Rabi David Elian Assyrian Poet, Writer, and Translator

We are delighted to announce that the Mesopotamian Night team is making good progress in bringing to life the work of prolific Assyrian writer David Elian (1910-2001) called “Maam Shallou”

The article below first appeared in Melta Magazine in 2000 in Moscow. The writer of the article is Mr. Edward Badalov. We appreciate Mr. Vasili Shoumanov of Chicago to send us the article and the photo. In the next few weeks, we will continue to provide you with more information about the author David Elian, his masterpiece “Maam Shallou” and our production based on his work.

Rabi David Elian was born into a teacher’s family in Saida (Lebanon) in 1910. The future poet spent his early years in the village of Satibak, in Van region of Turkey, where his family had moved to shortly after his birth. In 1918 due to persecutions, Rabi David’s family fled to Trans Caucasus region. Eventually, they all settled down in Elendorf (now Khanlar, Azerbaijan).

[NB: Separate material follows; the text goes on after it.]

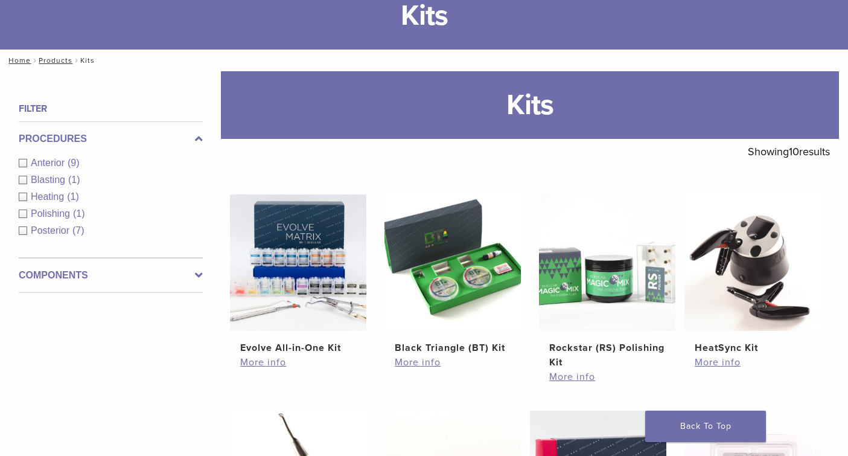  I want to click on span: (7), so click(78, 230).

David began to write when he was very young. He published his first poems in the 1920s in the Tiflis based Assyrian newspaper “Kokhva d’Madynkha”. In 1933 he published his poem “Moscow” followed by publication of the poem “Mam Shallou” first in 1938, and then in Germany.

David spent almost all his life in the art in Tbilisi where he had come after his exile years in Siberia and where he lived for about 50 years. To this city he dedicated his poem “Tbilisi”. It is here again where he composed such poems as “Saddakra”, “Enkidu”, “Ishtar’s love for the Eagle”, a book of verse “Garden of a Thousand Roses”, short stories and fables “Pilgrim and Rose”, “Akhikar lives on”, “No Freedom Without a Motherland” and others put together in one book “The Magic Idol” translated into Georgian and published in Tbilisi in 1983. A brilliant expert in the Assyrian language he translated into the Assyrian language the poem of great Georgian poet Shota Rustaveli “A warrior in the tiger’s skin”. Its chapters entered into “The Book of the Assyrian Language” edited by academician K.G. Tsereteli. Rabi David also translated some verses by Nikolos Baratashvili and Ivan Franko.

Rabi David Elian’s name appears in the “Concise Encyclopedia of Literal Works” published in Moscow in 1971. It was also included in three volumes of “The History of the Assyrian Literature”, published by Rabi Pira Sarmas in Tehran in 1962.

Rabi David’s short stories “The boy that drinks the Sun”, “Why God created evil?”, “No Freedom Without a Motherland”, “Two Summits and Two Hearts”, etc. would put him on par with Mor Gregorios Bar Ebraya (aka Gregory Bar Hebraeus) the author of “The Book of Adventures” an outstanding encyclopedia of the 13th century.

Reading his woks one can be surprised to find a profound philosophical approach enhanced by his optimistic vision of life in his “Garden of a Thousand Roses”, as well as his extensive knowledge of history and culture of the Assyrian people in his “Saddakra”, “Enkidu”, etc. Rabi David’s legacy is enormous.